Fellow home owners, are you ready for the housing market to crash?

I know I’m supposed to want it to keep going up as a wealth generator or whatever.

But like… I wouldn’t be able to afford the monthly payments if I bought my house right now and it’s scary. Also none of my friends are buying homes, none of them are even renting full places. Just like renting rooms.

So what are your feelings home owners of lemmy?

TropicalDingdong,

I don’t know why you think that’s going to happen. Supply is down and demand is as strong as ever. Policy to make housing more plentiful is woefully lacking.

What’s the mechanism for a housing crash?

ericbomb,

Just the fact that no one can afford housing any more, and lots of folks bought property to rent out at this super high rate, so to not lose money they have to rent out homes for like 2k+ for small rentals.

So the most likely way, if it all, is all the rental properties are forced to go on market at the same time, and then they don’t get sold so get foreclosed on.

Wrench,

It’s $3k+ for small rentals here.

And if you look at buying, pretty much the entire inventory is full of homes that were sold in the last year or two, relisted at 20-100% mark ups.

Fuck these dickheads.

Wrench, (edited )

Legislation could also force a lot of homes on the market.

Houses and condos should only be available to be owned by individuals. Ban corporate / hedge fund ownership of everything except high density apartments (that aren’t individually owned).

Ban / cap short term rentals.

Add a tax penalty for individuals after X properties. Ex: if you own more than 3 residential properties, you pay extra taxes.

All of these encourage houses to be occupant owned, while still enabling small scale landlords, because we need both.

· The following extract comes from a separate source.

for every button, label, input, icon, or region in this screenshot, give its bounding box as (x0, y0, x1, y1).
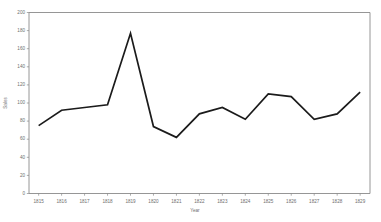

I personally would love a crash. I sold my small condo last year in an attempt to upgrade to a house due to getting married and needing more room. I was hoping to time the market, but houses are still out of reach for two middle aged professionals with strong careers, if we ever want to retire.

Edit - to illustrate the problem. In San Diego, where I live, depending on the source, the median home is about $1m.

If you take the estimated monthly cost of leading real estate cites, that’s around $7200/mo.

The median household income in San Diego is $83500.

Do the math.

TropicalDingdong,

Legislation could also force a lot of homes on the market.

Gonna stop you right there because the rest of your response is fantasy, if legislation can’t be passed.

Whose gonna propose those bills? Who is going to vote on them? Where are they going to pass? Give me reasonable answers to those questions and we can proceed.

I bought in Honolulu in 2020 after owning in Oregon for 6 years. The average sale price is 1.5 million, median is 1.1 million, and the houses are straight up rotten garbage (I grew up in North County San Diego in a construction family, SD has much higher build quality).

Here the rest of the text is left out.